South Dakota DUI Law gain momentum

For states that have a time window for per-se DUI laws, the fact that South Dakota lacks one may come as a surprise.

The following quote comes from an editorial:

But some defendants have argued successfully that even though they had a 0.08 percent reading by the time their blood was drawn while in jail, they were driving before alcohol actually reached their blood system.

In other words, they were drunk after they got out of the car.

That this is factually true in some cases makes little difference. That a person can have several drinks and then immediately drive home sober, only to become intoxicated by those drinks as time passes is a scientific fact that no law can change. In the political world it does not matter. Politics has little to do with justice in drunk driving cases, that is until a politically connected person gets arrested fro DUI.

Newspaper editorials mostly support per se DUI laws with look-back windows (that is, if you are .08 or more within two hours of driving, the law does not care if you were sober while you drove, you are still guilty of DUI). Politicians oppose such laws at their political peril.
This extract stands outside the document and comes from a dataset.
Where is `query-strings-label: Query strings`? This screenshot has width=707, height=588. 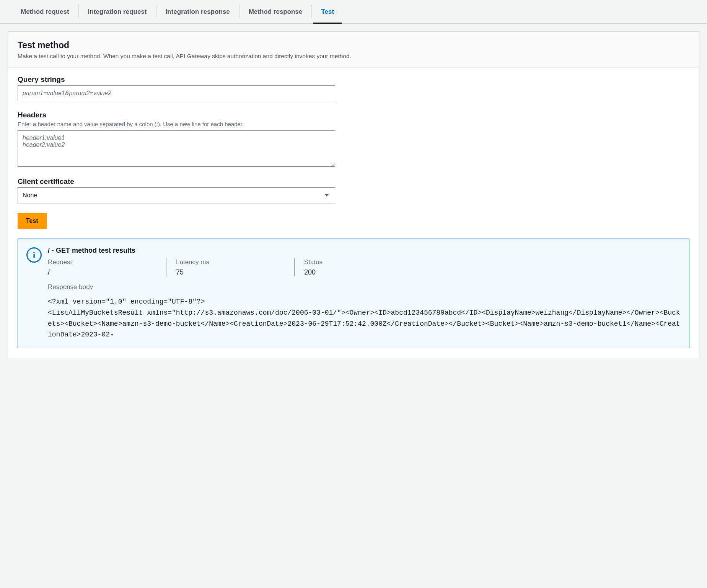
query-strings-label: Query strings is located at coordinates (354, 80).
As a legal matter I oppose these laws because there is no rational relationship between the evil sought to be prevented (driving impaired) and the means of preventing it (jailing somebody who is sober when they drove but drunk later).
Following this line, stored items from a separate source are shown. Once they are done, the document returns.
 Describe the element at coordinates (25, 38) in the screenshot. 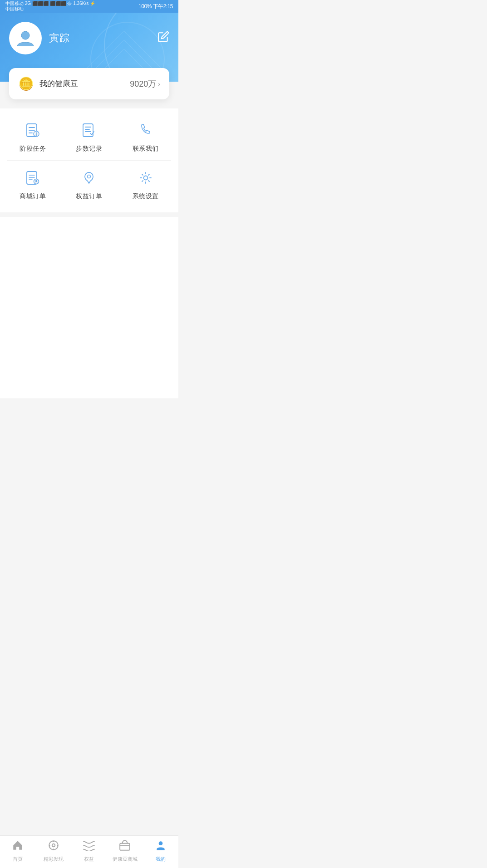

I see `avatar-icon` at that location.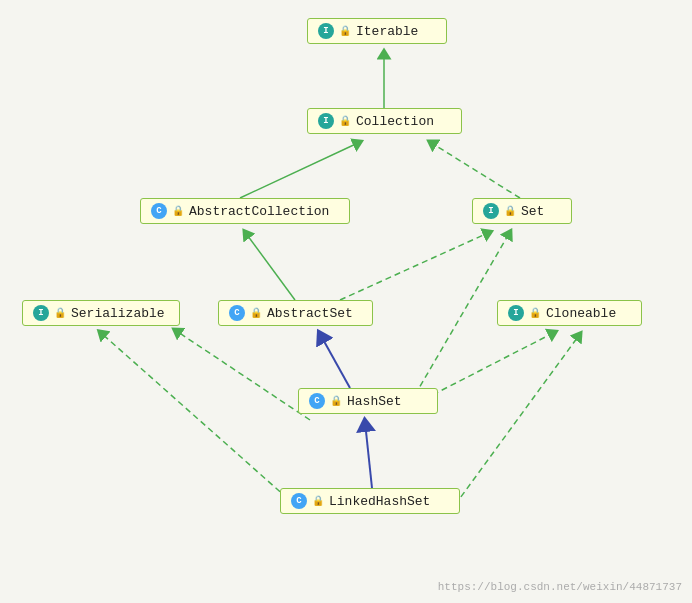 Image resolution: width=692 pixels, height=603 pixels. I want to click on badge-abstractcollection: C, so click(159, 211).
However, as a preventative measure, I see where people are coming from who support it. The thinking must be that if we make it illegal to have a .08 or more alcohol concentration any time within two hours of driving, then the would be drunk driver won't try to calculate when they will become impaired by an amount of alcohol they drank (sufficient to cause them to be a .08 or more at some time during the absorption process). If the idea is to scare people out of making the choice to make a quick dash towards home before the booze hits, then they may be on to something, something that even a rational defense could not help but agree with.

The problem is that while these laws pass with fanfare amongst politicians, few people actually pay attention to the changes in the law, and fewer understand the dynamic interplay between alcohol metabolism and the law.

The trend towards two (and even three or four) hour look-back/look-forward windows for per se alcohol DUI laws appears to be irreversible. What we need now, since we are stuck with them in the majority of states, is serious public information.

As a society we will be safer if we educate rather than simply incarcerate.